I am valuing Willamette Valley Pinot Noir looking back on four whirlwind weeks criss-crossing Georgia, Oregon, California, Alaska, Massachusetts, New Hampshire, and Ohio. They were particularly glorious summer-ending weeks filled with business achievement and pleasurable discoveries, bulging from new experiences, successes, friends, fishing, dining, craft beers, and wines. Astoundingly though, gazing through my rear view mirror into that condensed and viscerally kaleidoscopic period, Oregon and its Pinot Noirs are rightfully occupying center stage.
Astoundingly because regular readers here know about my forlorn conviction, with occasional exceptions, that a vacuum of value and graceful style chokes regular personal interest in domestic west coast wines. Unfavorable producer economics combine with weighty and ripe fruit laden product to command excessive prices for underwhelming expressions of personality and terroir. It sounds harsh, but beyond the few dozen producers creating styles of wine that grab my interest, I default to the old world. Beginning this spring Oregon Pinot Noirs, which I had reflexively and unconsciously demoted in full domestic retreat, kept poking at my assumptions and better senses.
It started back in May with a bottle of the luxurious 2008 Domaine Serene Evenstad Reserve Pinot Noir that knocked my socks off with with its herb tinged silkiness from a monumental vintage for Oregon Pinot Noir (check out some of New York Times’ Eric Asimov recommendations for 2008 Willamette Pinot Noir).
A big Oregon Pinot encore played out at the recent Wine Bloggers Conference in Portland where I consumed more 2008-2010 Willamette Pinot over two days than I normally would in two whole years. A high percentage of these wines were floral, pretty, restrained with good acidity and structure, yet distinctive in their own personalities. Stinky-earthy wines juxtaposed against berry or herbal or floral wines offering diversity, but almost always inside a common arena of fresh, restrained, pure fruit. These Pinots started moving into the categorical spaces of my mind reserved for beloved Cru Beaujolais, Loire Valley Cabernet Franc, or Southern Italian Nero D’avola; a place at the crossroads of authenticity, uniqueness, freshness, and deliciousness.
The 2010’s are coming to market now and there is no mistaking that the vintage conditions shifted annually from the great 2008, to a more troublesome heat then rain infused 2009 vintage, to the low yield and extended hang times that seem to define a bunch of the 2010 releases. I experienced graceful and pretty wines with great character from all three vintages during and after the Willamette Wine Blogger soiree. The 2008’s, though, definitely lean to the heavier side of the other two vintages. Here are a few highlights of the recently flowing Pinots that I have tasted and can recommend for searching out:
*** $24 2010 Patricia Green Cellars Reserve (what a value and stinky too!)
*** $40 2010 Bergstrom Cumberland Reserve (such beautiful red berry and pomegranate..and silky elegant too)
***1/2 $40 2008 Willakenzie Dijon Clone 777 (magnificent rich texture, sweet stewed fruit, never ending finish)
Note the prices. These are world class wines for $25-$40. I recently received my Williams Selyem allocation order form; a mailing list I have been on since the late 1980’s. The Pinots don’t even start close to $40 and move up to $100. But, here I go again with the California “value vacuum”, so let’s stop there. I am more ready than ever before to think red, white, and blue by refocusing on the affordable world class beauties that Oregon has to offer.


* **Your task**: Scan the records for the word "Norway". Return each line where it is found.

* * * * * * *

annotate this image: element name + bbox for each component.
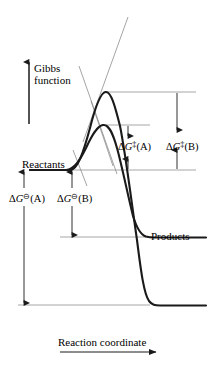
activation-energy-a-label: ΔG‡(A) xyxy=(118,140,151,153)
reactants-label: Reactants xyxy=(22,158,65,170)
delta-symbol: Δ xyxy=(166,141,173,152)
reaction-profile-figure: Gibbs function Reactants Products Reacti… xyxy=(0,0,216,368)
argument: (B) xyxy=(184,141,198,152)
products-label: Products xyxy=(151,230,190,242)
argument: (A) xyxy=(136,141,151,152)
y-axis-label: Gibbs function xyxy=(34,62,71,87)
measure-arrows xyxy=(24,62,177,352)
x-axis-label: Reaction coordinate xyxy=(58,336,146,348)
standard-gibbs-a-label: ΔG⊖(A) xyxy=(9,192,45,205)
delta-symbol: Δ xyxy=(9,193,16,204)
delta-symbol: Δ xyxy=(57,193,64,204)
argument: (A) xyxy=(30,193,45,204)
standard-gibbs-b-label: ΔG⊖(B) xyxy=(57,192,92,205)
delta-symbol: Δ xyxy=(118,141,125,152)
activation-energy-b-label: ΔG‡(B) xyxy=(166,140,198,153)
left-ascending-asymptote-line xyxy=(79,66,117,174)
energy-profile-svg xyxy=(0,0,216,368)
argument: (B) xyxy=(78,193,92,204)
y-axis-label-line2: function xyxy=(34,74,71,86)
y-axis-label-line1: Gibbs xyxy=(34,62,71,74)
right-descending-asymptote-line xyxy=(83,17,128,142)
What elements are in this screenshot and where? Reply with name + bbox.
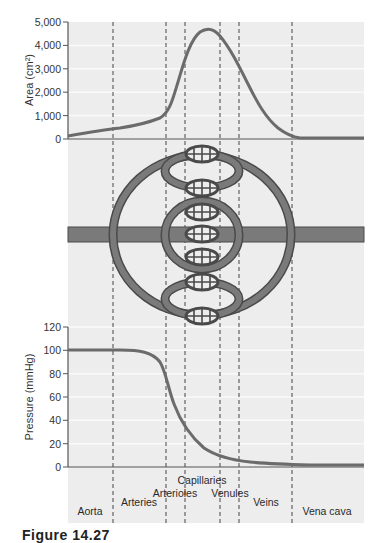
area-y-axis: 5,000 4,000 3,000 2,000 1,000 0 Area (cm… (23, 16, 68, 145)
figure-caption: Figure 14.27 (22, 527, 110, 543)
label-arterioles: Arterioles (153, 487, 197, 499)
pressure-tick-100: 100 (43, 344, 61, 356)
area-tick-5000: 5,000 (35, 16, 61, 28)
pressure-axis-label: Pressure (mmHg) (23, 354, 35, 441)
label-venules: Venules (211, 487, 248, 499)
pressure-tick-0: 0 (55, 461, 61, 473)
pressure-tick-120: 120 (43, 321, 61, 333)
plot-background (68, 22, 364, 523)
label-aorta: Aorta (77, 505, 102, 517)
pressure-y-axis: 120 100 80 60 40 20 0 Pressure (mmHg) (23, 321, 68, 473)
pressure-tick-80: 80 (49, 368, 61, 380)
area-tick-0: 0 (55, 133, 61, 145)
area-tick-3000: 3,000 (35, 63, 61, 75)
area-tick-1000: 1,000 (35, 110, 61, 122)
pressure-tick-60: 60 (49, 391, 61, 403)
area-tick-4000: 4,000 (35, 39, 61, 51)
pressure-tick-40: 40 (49, 414, 61, 426)
pressure-tick-20: 20 (49, 438, 61, 450)
label-capillaries: Capillaries (177, 474, 226, 486)
label-veins: Veins (253, 496, 279, 508)
label-arteries: Arteries (121, 496, 157, 508)
area-axis-label: Area (cm²) (23, 54, 35, 106)
area-tick-2000: 2,000 (35, 86, 61, 98)
label-vena-cava: Vena cava (302, 505, 351, 517)
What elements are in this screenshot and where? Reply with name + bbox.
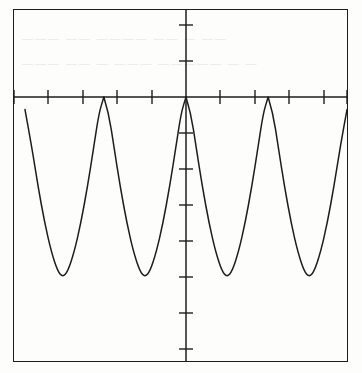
plot-canvas bbox=[0, 0, 362, 373]
graph-screenshot: ——— —— ———— —— — —— ——— —— — ——— ————— —… bbox=[0, 0, 362, 373]
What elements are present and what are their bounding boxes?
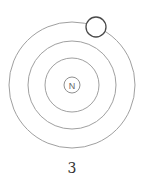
electron [86,17,106,37]
nucleus-label: N [69,81,76,91]
diagram-caption: 3 [0,160,144,176]
atom-diagram: N [0,0,144,179]
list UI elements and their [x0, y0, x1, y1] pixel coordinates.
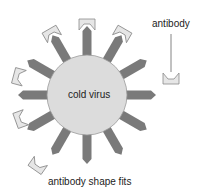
free-antibody — [28, 156, 47, 174]
caption: antibody shape fits — [48, 176, 131, 187]
antibody-callout-label: antibody — [152, 18, 190, 29]
bound-antibody — [13, 110, 29, 129]
free-antibody — [163, 73, 179, 84]
bound-antibody — [12, 68, 27, 86]
virus-label: cold virus — [68, 89, 110, 100]
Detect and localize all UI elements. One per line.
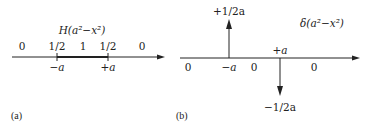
impulse-up-arrow-icon <box>226 19 232 29</box>
impulse-down-arrow-icon <box>277 86 283 96</box>
impulse-up-label: +1/2a <box>213 6 245 17</box>
panel-a-tag: (a) <box>11 110 22 121</box>
impulse-down-label: −1/2a <box>264 102 296 113</box>
panel-b-title: δ(a²−x²) <box>300 18 344 29</box>
panel-b-axis-label-3: 0 <box>311 62 318 73</box>
plus-a-label: +a <box>272 45 287 56</box>
panel-b-tag: (b) <box>176 110 188 121</box>
panel-a-value-2: 1 <box>80 41 87 52</box>
panel-b-axis-label-2: 0 <box>251 62 258 73</box>
axis-b-arrow-icon <box>352 56 360 61</box>
panel-b-axis-label-1: −a <box>221 62 236 73</box>
panel-a-value-3: 1/2 <box>100 41 117 52</box>
panel-a-value-1: 1/2 <box>49 41 66 52</box>
panel-a-tick-minus-a: −a <box>49 62 64 73</box>
axis-a-arrow-icon <box>157 55 165 60</box>
panel-a-value-4: 0 <box>139 41 146 52</box>
panel-a-tick-plus-a: +a <box>100 62 115 73</box>
panel-a-title: H(a²−x²) <box>59 25 106 36</box>
panel-a-value-0: 0 <box>19 41 26 52</box>
panel-b-axis-label-0: 0 <box>185 62 192 73</box>
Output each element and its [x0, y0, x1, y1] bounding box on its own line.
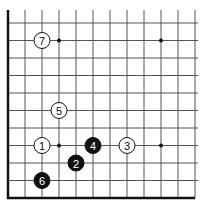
star-point — [159, 144, 163, 148]
move-number-5: 5 — [56, 105, 62, 117]
move-number-4: 4 — [90, 140, 96, 152]
move-number-3: 3 — [124, 140, 130, 152]
move-number-6: 6 — [39, 175, 45, 187]
star-point — [159, 39, 163, 43]
move-number-1: 1 — [39, 140, 45, 152]
star-point — [57, 144, 61, 148]
star-point — [57, 39, 61, 43]
move-number-7: 7 — [39, 35, 45, 47]
go-board: 1234567 — [0, 0, 206, 207]
move-number-2: 2 — [73, 158, 79, 170]
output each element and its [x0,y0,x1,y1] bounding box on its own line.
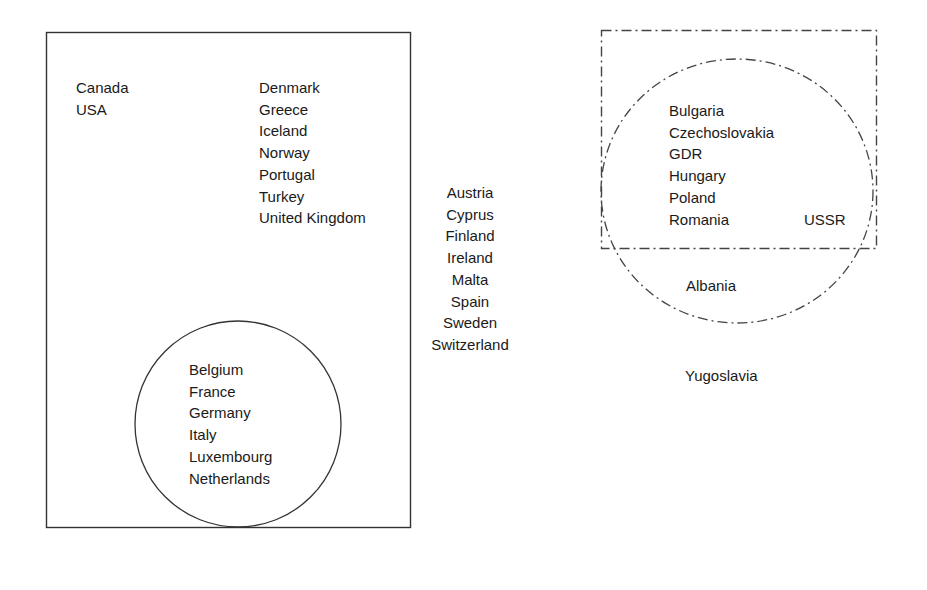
country-label: Romania [669,209,774,231]
country-label: Belgium [189,359,272,381]
country-label: Portugal [259,164,366,186]
country-label: Ireland [410,247,530,269]
ec-members-list: Belgium France Germany Italy Luxembourg … [189,359,272,489]
country-label: Finland [410,225,530,247]
country-label: Denmark [259,77,366,99]
country-label: GDR [669,143,774,165]
neutral-countries-list: Austria Cyprus Finland Ireland Malta Spa… [410,182,530,356]
country-label: Greece [259,99,366,121]
country-label: USA [76,99,129,121]
country-label: Bulgaria [669,100,774,122]
albania-label: Albania [686,277,736,294]
country-label: Poland [669,187,774,209]
country-label: Cyprus [410,204,530,226]
country-label: France [189,381,272,403]
ussr-label: USSR [804,211,846,228]
country-label: Canada [76,77,129,99]
country-label: Hungary [669,165,774,187]
nato-europe-list: Denmark Greece Iceland Norway Portugal T… [259,77,366,229]
country-label: Austria [410,182,530,204]
country-label: Norway [259,142,366,164]
country-label: Switzerland [410,334,530,356]
country-label: Czechoslovakia [669,122,774,144]
country-label: Luxembourg [189,446,272,468]
country-label: Malta [410,269,530,291]
country-label: Netherlands [189,468,272,490]
country-label: Italy [189,424,272,446]
country-label: Iceland [259,120,366,142]
country-label: Turkey [259,186,366,208]
warsaw-members-list: Bulgaria Czechoslovakia GDR Hungary Pola… [669,100,774,230]
country-label: Spain [410,291,530,313]
country-label: United Kingdom [259,207,366,229]
yugoslavia-label: Yugoslavia [685,367,758,384]
country-label: Germany [189,402,272,424]
country-label: Sweden [410,312,530,334]
nato-north-america-list: Canada USA [76,77,129,120]
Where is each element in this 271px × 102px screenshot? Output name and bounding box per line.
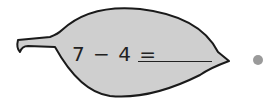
answer-blank[interactable] [138,61,212,62]
bullet-dot-icon [253,55,263,65]
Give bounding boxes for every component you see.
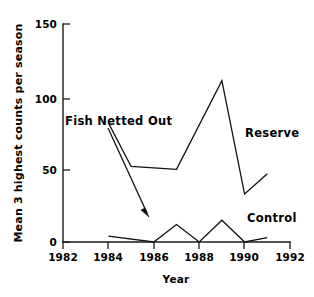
x-tick-label-1984: 1984 [93, 251, 123, 263]
y-tick-label-100: 100 [35, 93, 57, 105]
y-tick-label-0: 0 [50, 236, 57, 248]
fish-netted-out-annotation: Fish Netted Out [65, 114, 172, 217]
x-tick-label-1988: 1988 [184, 251, 214, 263]
fish-netted-out-label: Fish Netted Out [65, 114, 172, 128]
y-tick-label-150: 150 [35, 18, 57, 30]
line-chart-canvas: 150 100 50 0 1982 1984 1986 1988 1990 19… [0, 0, 314, 297]
x-tick-label-1990: 1990 [229, 251, 259, 263]
control-series-label: Control [247, 211, 297, 225]
x-axis-title: Year [162, 273, 190, 285]
x-tick-label-1982: 1982 [48, 251, 78, 263]
x-tick-marks [63, 242, 290, 249]
reserve-series-label: Reserve [245, 126, 299, 140]
x-tick-label-1986: 1986 [139, 251, 169, 263]
y-tick-label-50: 50 [42, 164, 57, 176]
fish-netted-out-arrow-head [141, 208, 149, 217]
x-tick-labels: 1982 1984 1986 1988 1990 1992 [48, 251, 305, 263]
y-tick-labels: 150 100 50 0 [35, 18, 57, 248]
y-tick-marks [63, 24, 70, 242]
series-line-control [108, 220, 267, 242]
chart-figure: 150 100 50 0 1982 1984 1986 1988 1990 19… [0, 0, 314, 297]
x-tick-label-1992: 1992 [275, 251, 305, 263]
y-axis-title: Mean 3 highest counts per season [12, 23, 25, 242]
series-line-reserve [108, 81, 267, 194]
fish-netted-out-arrow-shaft [108, 128, 147, 213]
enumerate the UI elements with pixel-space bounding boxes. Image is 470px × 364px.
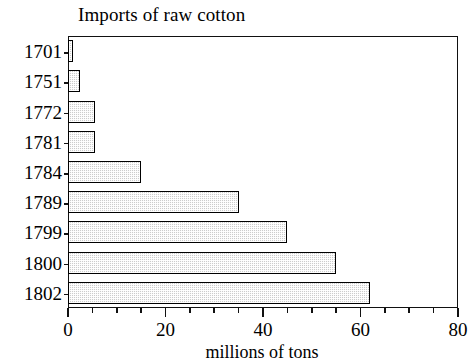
x-axis-minor-tick [116,308,118,313]
bar-row [68,248,458,278]
bar-row [68,278,458,308]
x-axis-tick-label: 60 [351,320,370,340]
x-axis-tick-label: 40 [254,320,273,340]
y-axis-tick-label: 1784 [0,163,62,182]
x-axis-tick-labels: 020406080 [0,320,470,344]
bar-row [68,36,458,66]
bar [68,161,141,183]
x-axis-minor-tick [335,308,337,313]
x-axis-minor-tick [238,308,240,313]
x-axis-minor-tick [140,308,142,313]
bar-row [68,66,458,96]
y-axis-tick-labels: 170117511772178117841789179918001802 [0,36,62,308]
x-axis-title: millions of tons [0,342,470,362]
bar-row [68,157,458,187]
bar [68,252,336,274]
x-axis-minor-tick [311,308,313,313]
x-axis-minor-tick [433,308,435,313]
bar [68,40,73,62]
x-axis-major-tick [67,308,69,317]
bar-row [68,127,458,157]
bar [68,221,287,243]
y-axis-tick-label: 1799 [0,223,62,242]
x-axis-tick-label: 0 [63,320,73,340]
x-axis-major-tick [165,308,167,317]
x-axis-major-tick [457,308,459,317]
y-axis-tick-label: 1802 [0,284,62,303]
bar-row [68,187,458,217]
y-axis-tick-label: 1781 [0,133,62,152]
x-axis-tick-label: 20 [156,320,175,340]
y-axis-tick-label: 1800 [0,254,62,273]
chart-figure: Imports of raw cotton 170117511772178117… [0,0,470,364]
x-axis-minor-tick [384,308,386,313]
y-axis-tick-label: 1772 [0,103,62,122]
x-axis-minor-tick [92,308,94,313]
x-axis-minor-tick [213,308,215,313]
x-axis-major-tick [360,308,362,317]
bar [68,191,239,213]
x-axis-minor-tick [287,308,289,313]
bars-layer [68,36,458,308]
y-axis-tick-label: 1701 [0,42,62,61]
x-axis-minor-tick [408,308,410,313]
bar [68,101,95,123]
x-axis-minor-tick [189,308,191,313]
bar [68,131,95,153]
bar-row [68,96,458,126]
x-axis-major-tick [262,308,264,317]
bar [68,282,370,304]
bar [68,70,80,92]
y-axis-tick-label: 1751 [0,72,62,91]
bar-row [68,217,458,247]
y-axis-tick-label: 1789 [0,193,62,212]
chart-title: Imports of raw cotton [78,4,245,26]
x-axis-tick-label: 80 [449,320,468,340]
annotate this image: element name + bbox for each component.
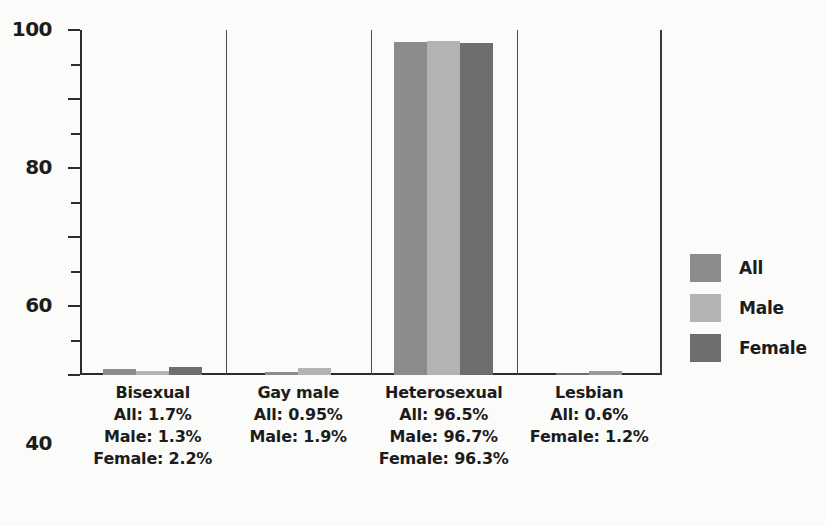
- legend-item-male: Male: [690, 288, 807, 328]
- plot-right-border: [660, 30, 662, 375]
- y-axis-line: [80, 30, 82, 375]
- group-stat-0: All: 0.95%: [226, 404, 372, 426]
- group-label-lesbian: LesbianAll: 0.6%Female: 1.2%: [517, 382, 663, 448]
- y-tick-major-60: 60: [68, 167, 80, 169]
- group-stat-1: Male: 1.9%: [226, 426, 372, 448]
- bar-heterosexual-female: [460, 43, 493, 375]
- y-tick-label-40: 40: [25, 431, 52, 455]
- bar-lesbian-female: [589, 371, 622, 375]
- legend-swatch-male: [690, 294, 721, 322]
- plot-area: 020406080100: [80, 30, 662, 375]
- group-stat-1: Male: 1.3%: [80, 426, 226, 448]
- bar-heterosexual-male: [427, 41, 460, 375]
- bar-chart-figure: 020406080100 BisexualAll: 1.7%Male: 1.3%…: [0, 0, 825, 526]
- group-stat-0: All: 0.6%: [517, 404, 663, 426]
- group-stat-1: Male: 96.7%: [371, 426, 517, 448]
- y-tick-major-40: 40: [68, 236, 80, 238]
- legend-swatch-all: [690, 254, 721, 282]
- bar-gay-male-all: [265, 372, 298, 375]
- group-stat-2: Female: 2.2%: [80, 448, 226, 470]
- group-label-bisexual: BisexualAll: 1.7%Male: 1.3%Female: 2.2%: [80, 382, 226, 470]
- group-separator-2: [371, 30, 372, 375]
- y-tick-minor-30: [71, 271, 80, 273]
- bar-bisexual-female: [169, 367, 202, 375]
- group-stat-0: All: 1.7%: [80, 404, 226, 426]
- y-tick-label-100: 100: [12, 17, 52, 41]
- y-tick-major-0: 0: [68, 374, 80, 376]
- group-separator-3: [517, 30, 518, 375]
- group-stat-2: Female: 96.3%: [371, 448, 517, 470]
- y-tick-label-80: 80: [25, 155, 52, 179]
- group-category-name: Lesbian: [517, 382, 663, 404]
- y-tick-major-80: 80: [68, 98, 80, 100]
- legend-swatch-female: [690, 334, 721, 362]
- legend-label-male: Male: [739, 298, 784, 318]
- bar-gay-male-male: [298, 368, 331, 375]
- bar-bisexual-all: [103, 369, 136, 375]
- bar-heterosexual-all: [394, 42, 427, 375]
- group-stat-0: All: 96.5%: [371, 404, 517, 426]
- group-label-heterosexual: HeterosexualAll: 96.5%Male: 96.7%Female:…: [371, 382, 517, 470]
- group-category-name: Bisexual: [80, 382, 226, 404]
- y-tick-major-100: 100: [68, 29, 80, 31]
- y-tick-major-20: 20: [68, 305, 80, 307]
- bar-bisexual-male: [136, 371, 169, 375]
- group-category-name: Gay male: [226, 382, 372, 404]
- legend-item-all: All: [690, 248, 807, 288]
- bar-lesbian-all: [556, 373, 589, 375]
- legend-label-female: Female: [739, 338, 807, 358]
- y-tick-minor-90: [71, 64, 80, 66]
- group-stat-1: Female: 1.2%: [517, 426, 663, 448]
- y-tick-minor-70: [71, 133, 80, 135]
- y-tick-minor-10: [71, 340, 80, 342]
- group-separator-1: [226, 30, 227, 375]
- legend-label-all: All: [739, 258, 763, 278]
- y-tick-label-60: 60: [25, 293, 52, 317]
- group-label-gay-male: Gay maleAll: 0.95%Male: 1.9%: [226, 382, 372, 448]
- chart-legend: AllMaleFemale: [690, 248, 807, 368]
- group-category-name: Heterosexual: [371, 382, 517, 404]
- y-tick-minor-50: [71, 202, 80, 204]
- legend-item-female: Female: [690, 328, 807, 368]
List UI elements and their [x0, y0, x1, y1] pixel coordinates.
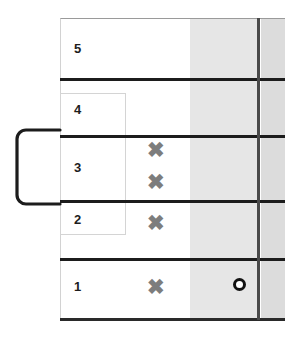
row-divider-3-2	[60, 200, 285, 203]
row-label-5: 5	[74, 41, 104, 56]
x-mark-icon-row1: ✖	[145, 276, 167, 298]
x-mark-icon-row3-lower: ✖	[145, 171, 167, 193]
row-label-3: 3	[74, 160, 104, 175]
row-divider-5-4	[60, 78, 285, 81]
table-bottom-border	[60, 318, 285, 321]
column-divider	[257, 18, 260, 320]
x-mark-icon-row3-upper: ✖	[145, 139, 167, 161]
circle-mark-icon-row1	[233, 278, 246, 291]
x-mark-icon-row2: ✖	[145, 212, 167, 234]
row-divider-4-3	[60, 135, 285, 138]
row-label-1: 1	[74, 279, 104, 294]
row-divider-2-1	[60, 258, 285, 261]
row-label-2: 2	[74, 212, 104, 227]
grouping-bracket-icon	[14, 127, 62, 207]
diagram-canvas: 5 4 3 2 1 ✖ ✖ ✖ ✖	[0, 0, 300, 338]
row-label-4: 4	[74, 102, 104, 117]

* * * * * * *

* **Answer box**:
nato-europe-list: Denmark Greece Iceland Norway Portugal T… [259,77,366,229]
country-label: Norway [259,142,366,164]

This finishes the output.